Three very different girls sign up as trainee nurses at a big London teaching hospital in 1934.
Dora leaves her overcrowded, squalid working-class home for a better life. But has she got what it takes to keep up wither other, better-educated girls? And will her hated stepfather ever let her go?
Born for the job, her brother is a doctor, her all-powerful mother a hospital trustee. But will Helen's secret misery be her downfall?
Millie, an aristocratic rebel, her carefree attitude will find her up in front of Matron again and again. Will she ever care enough to make a nurse? Or will she go back to the glamorous life she was born to?

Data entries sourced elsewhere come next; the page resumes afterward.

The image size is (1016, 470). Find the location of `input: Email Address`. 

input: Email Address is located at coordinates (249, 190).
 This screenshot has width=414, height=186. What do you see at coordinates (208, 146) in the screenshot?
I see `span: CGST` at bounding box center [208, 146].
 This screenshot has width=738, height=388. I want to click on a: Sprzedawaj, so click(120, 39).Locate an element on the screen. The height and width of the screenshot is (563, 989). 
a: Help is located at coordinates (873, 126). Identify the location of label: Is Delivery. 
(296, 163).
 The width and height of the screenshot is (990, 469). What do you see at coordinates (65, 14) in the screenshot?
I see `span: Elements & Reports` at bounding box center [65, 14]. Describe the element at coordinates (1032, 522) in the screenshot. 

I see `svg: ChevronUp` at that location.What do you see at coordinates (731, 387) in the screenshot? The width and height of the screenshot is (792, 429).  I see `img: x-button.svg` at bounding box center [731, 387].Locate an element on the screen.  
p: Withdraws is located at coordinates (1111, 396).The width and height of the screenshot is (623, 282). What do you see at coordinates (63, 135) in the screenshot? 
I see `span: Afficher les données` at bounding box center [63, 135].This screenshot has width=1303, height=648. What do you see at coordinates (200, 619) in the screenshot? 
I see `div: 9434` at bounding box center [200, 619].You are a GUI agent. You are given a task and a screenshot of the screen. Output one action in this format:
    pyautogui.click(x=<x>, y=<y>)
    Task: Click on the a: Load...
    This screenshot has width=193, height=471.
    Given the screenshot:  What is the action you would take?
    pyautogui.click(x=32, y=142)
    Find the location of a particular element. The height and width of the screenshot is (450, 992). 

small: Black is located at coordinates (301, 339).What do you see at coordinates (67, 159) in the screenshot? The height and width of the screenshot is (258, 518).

What have they let themselves in for?
Later on today I will be taking part in the Nightingales on Call blog tour with a review but as I hadn't read the first three books in the series, the lovely Rachel at Arrow Publishing kindly also sent me copies of them to read as well.
Set in the early 1930's, The Nightingale Girls introduces us to the prestigious training hospital, The Florence Nightingale, in the heart of London and its staff, from the Sisters and Matron who will put the students through their paces until they qualify to be the best of the best and the students... Will student nurses Dora, Helen and Millie make it through their probationary training?
I loved the diversity of the three student nurses, Dora, Helen and Millie, whose upbringings couldn't be more different but the one thing they have in common is their desire to be a nurse. Each of them has their own story which we find out through glimpses into their backgrounds and their families which explained who they are and their personal reasons for wanting to be there which made this story even more compelling.
As well as the three main characters, we are introduced to a wide range of supporting characters, families, staff and patients, who all played their parts in the various dramas that ensued.
The Nightingale Girls was the perfect introduction to this new series by Donna Douglas and I'm lucky that I already have the other books to read and don't have to wait for them to published.